Creating and submitting a disavow file

Responding to Fake Review Campaigns

Fake negative reviews on your Google Business Profile, Yelp, or industry-specific platforms represent a form of negative SEO that can devastate local businesses. These reviews typically appear in clusters, contain vague complaints without specific details, and often come from accounts with no review history or suspicious activity patterns. Responding appropriately is critical because your response is visible to every potential customer who reads the review.

For each suspected fake review, first respond publicly with a professional, empathetic message that addresses the claim while noting that you cannot find any record of this customer in your systems. This signals to potential customers that the review may not be legitimate. Then, flag the review for removal through the platform's reporting tools. On Google, use the "Flag as inappropriate" option and file a formal review removal request through Google Business Profile support if the initial flag is unsuccessful.

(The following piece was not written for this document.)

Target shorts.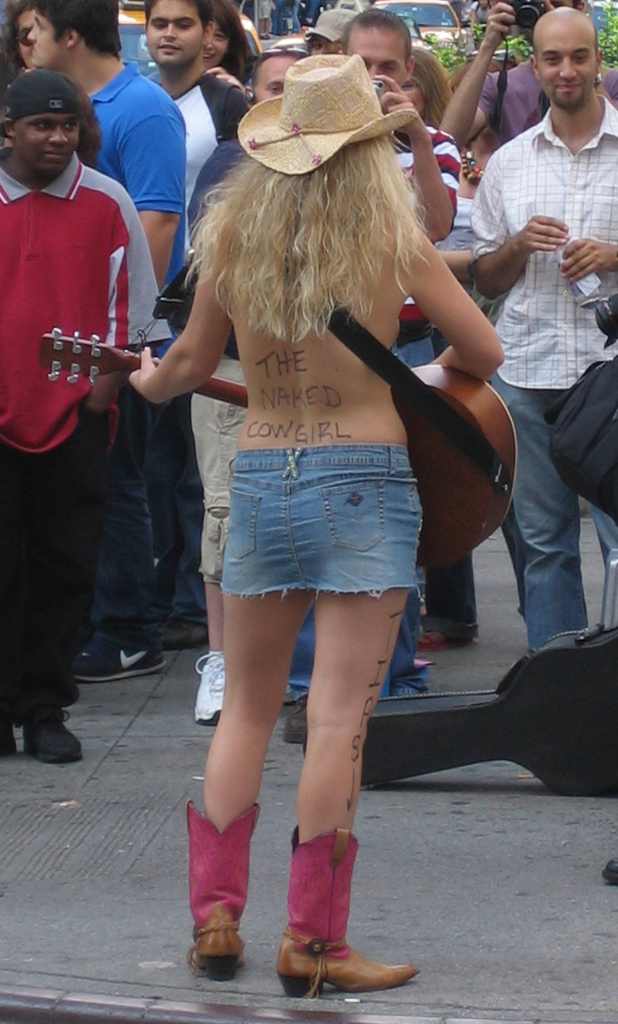
Target region: box(203, 473, 426, 599).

The best defence against negative SEO is a strong offence: a well-monitored, regularly audited, and proactively maintained Wix site with a diverse, high-quality backlink profile that no amount of spam can meaningfully undermine.

Complete How-To Guide: Identifying and Defending Against Negative SEO

This guide covers setting up monitoring systems to detect negative SEO attacks early, investigating suspicious activity, and taking action to protect your Wix site rankings.

How to detect and defend against negative SEO attacks on your Wix site

Prevention First: The best defence is a strong baseline. Maintain a diverse backlink profile from legitimate sources, keep your Wix site software up to date, use strong passwords with two-factor authentication, and monitor your rankings and backlinks weekly. A site with robust, ongoing monitoring catches attacks within days rather than months.

This lesson on Negative SEO: identifying attacks and protecting your Wix site is part of Module 22: Advanced Wix SEO Strategies in The Most Comprehensive Complete Wix SEO Course in the World (2026 Edition). Created by Michael Andrews, the UK's No.1 Wix SEO Expert with 14 years of hands-on experience, 750+ completed Wix SEO projects and 425+ verified five-star reviews.